Because it made me feel good.

Even though it later made me feel bad......

Why do we over consume things?  Because they are filling in for something else.  We are a materialistic consumer driven culture.  And we are all victims of it.  Even the way grocery stores are arranged is to best induce you into buying more stuff....because you THINK you need it.  I just read about how even funeral homes put the most expensive caskets on the right hand side of the display room because almost every person turns right when they enter a room.

We consume, and consume, and consume.  Yet we never are satisfied.

The lie we have accepted and integrated into our lives is that we can go "get" something that will fill the gaping need we sense within ourselves.  We pursue things, people, money, sex, adventure, victories, etc, all in the desperate striving to finally feel ok.

Why are we like this? 

It is because we have objectified happiness and satisfaction.  Finite things and experiences have taken the place of objective truth and we treat these things as means to an end.  We feel no guilt about what we waste, whether people or things, because they have no greater value than what we wanted them to do for us for the moment that we wanted them.  When they lose their ability to bring us some sort of relief from the emptiness we toss them aside because they no longer have value.
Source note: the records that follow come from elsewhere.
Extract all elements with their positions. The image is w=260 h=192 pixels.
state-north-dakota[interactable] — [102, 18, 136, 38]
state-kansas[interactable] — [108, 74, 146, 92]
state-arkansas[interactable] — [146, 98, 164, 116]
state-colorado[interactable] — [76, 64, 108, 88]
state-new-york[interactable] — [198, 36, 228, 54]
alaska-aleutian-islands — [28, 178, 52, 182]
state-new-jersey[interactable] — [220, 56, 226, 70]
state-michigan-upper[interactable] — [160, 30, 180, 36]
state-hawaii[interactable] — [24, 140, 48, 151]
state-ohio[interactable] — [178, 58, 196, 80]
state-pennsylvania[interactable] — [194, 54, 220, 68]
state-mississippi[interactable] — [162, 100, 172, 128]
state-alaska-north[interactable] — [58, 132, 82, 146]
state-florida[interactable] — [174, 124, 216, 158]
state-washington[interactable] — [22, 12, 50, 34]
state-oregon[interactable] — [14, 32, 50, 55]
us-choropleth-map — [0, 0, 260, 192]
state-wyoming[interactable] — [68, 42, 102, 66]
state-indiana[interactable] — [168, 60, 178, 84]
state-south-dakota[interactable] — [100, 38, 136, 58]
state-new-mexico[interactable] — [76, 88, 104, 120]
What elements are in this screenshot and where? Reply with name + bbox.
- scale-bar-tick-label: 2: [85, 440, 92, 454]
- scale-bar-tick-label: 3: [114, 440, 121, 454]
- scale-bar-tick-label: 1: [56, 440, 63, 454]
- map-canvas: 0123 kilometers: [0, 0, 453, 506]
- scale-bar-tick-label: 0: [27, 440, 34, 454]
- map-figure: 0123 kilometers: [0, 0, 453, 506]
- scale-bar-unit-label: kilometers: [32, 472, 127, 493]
In chapter 6 of the Gospel of John we have two great back to back stories.  First Jesus feeds 5,000 with some bread and some fish.  An amazing miracle that testifies to Jesus' divinity as well as supplying a real felt need(being hungry).  The crowd is excited about this Jesus fella and want to make Him King.  Since that is not why Jesus came to earth(to be an earthly king) He slips away and crosses the lake to another city. 
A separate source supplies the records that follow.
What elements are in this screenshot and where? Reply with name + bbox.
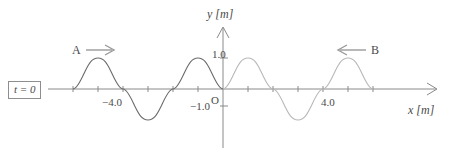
y-tick-label-positive-one: 1.0 <box>212 49 226 60</box>
y-tick-label-negative-one: −1.0 <box>190 101 210 112</box>
x-axis-label: x [m] <box>408 104 434 116</box>
wave-b-label: B <box>371 44 379 56</box>
x-axis <box>48 83 437 95</box>
y-axis-ticks <box>220 58 228 106</box>
y-axis <box>217 27 229 148</box>
y-axis-label: y [m] <box>207 8 233 20</box>
wave-a-label: A <box>72 44 81 56</box>
plot-canvas <box>0 0 452 153</box>
wave-a-direction-arrow-icon <box>86 45 114 55</box>
x-tick-label-positive-four: 4.0 <box>321 97 335 108</box>
time-annotation-box: t = 0 <box>8 81 41 99</box>
x-tick-label-negative-four: −4.0 <box>102 97 122 108</box>
wave-diagram-figure: t = 0 y [m] x [m] 1.0 −1.0 −4.0 4.0 O A … <box>0 0 452 153</box>
origin-label: O <box>211 95 219 106</box>
wave-b-direction-arrow-icon <box>338 45 366 55</box>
When the crowds figure out Jesus slipped away they follow after and confront Him, wanting more of the same, to which Jesus replies,

26 Jesus answered, “Very truly I tell you, you are looking for me, not because you saw the signs I performed but because you ate the loaves and had your fill. 27 Do not work for food that spoils, but for food that endures to eternal life, which the Son of Man will give you. For on him God the Father has placed his seal of approval.”

In the face of an amazing miracle of Jesus, someone who they are beginning to recognize as not just any man, what do they want?  More food.....  Jesus then explains what He is really offering

35 Then Jesus declared, “I am the bread of life. Whoever comes to me will never go hungry, and whoever believes in me will never be thirsty.

How do they respond to all of this?

41 At this the Jews there began to grumble about him because he said, “I am the bread that came down from heaven.” 42 They said, “Is this not Jesus, the son of Joseph, whose father and mother we know? How can he now say, ‘I came down from heaven’?”

Do you get this?  When he was giving them "stuff" they were all about it.  When He told them to look past the stuff and just filling their "stomachs", they got grumpy.  They wanted full bellies when they were hungry, every time.....

There is a cycle of desperation and need seeking that we readily agree to accept.  We run from thing to thing when the need arises.  It has become as natural as breathing.  The pattern of allowing ourselves to get "starved" from what we really need followed by unhealthy binging so that we feel "ok" defines too much of our existence. 

Jesus came to not give you a meal to fill you up until you are desperate again.  He came to offer you hope and satisfaction that changes everything.  It changes the way we "need", the way we consume, the way we view people and things.  In Christ people and things are no longer objects existing to serve you.  Instead, they are beautiful gifts from a loving Father that deserve to be cherished, honored and enjoyed.  Not to control and drive you.  But to serve, and be served by, you.

Are you tired of the never ending cycle of starving and binging?  A pattern that never leaves you ultimately satisfied?  Stop looking to things that spoil.  Start looking to Christ.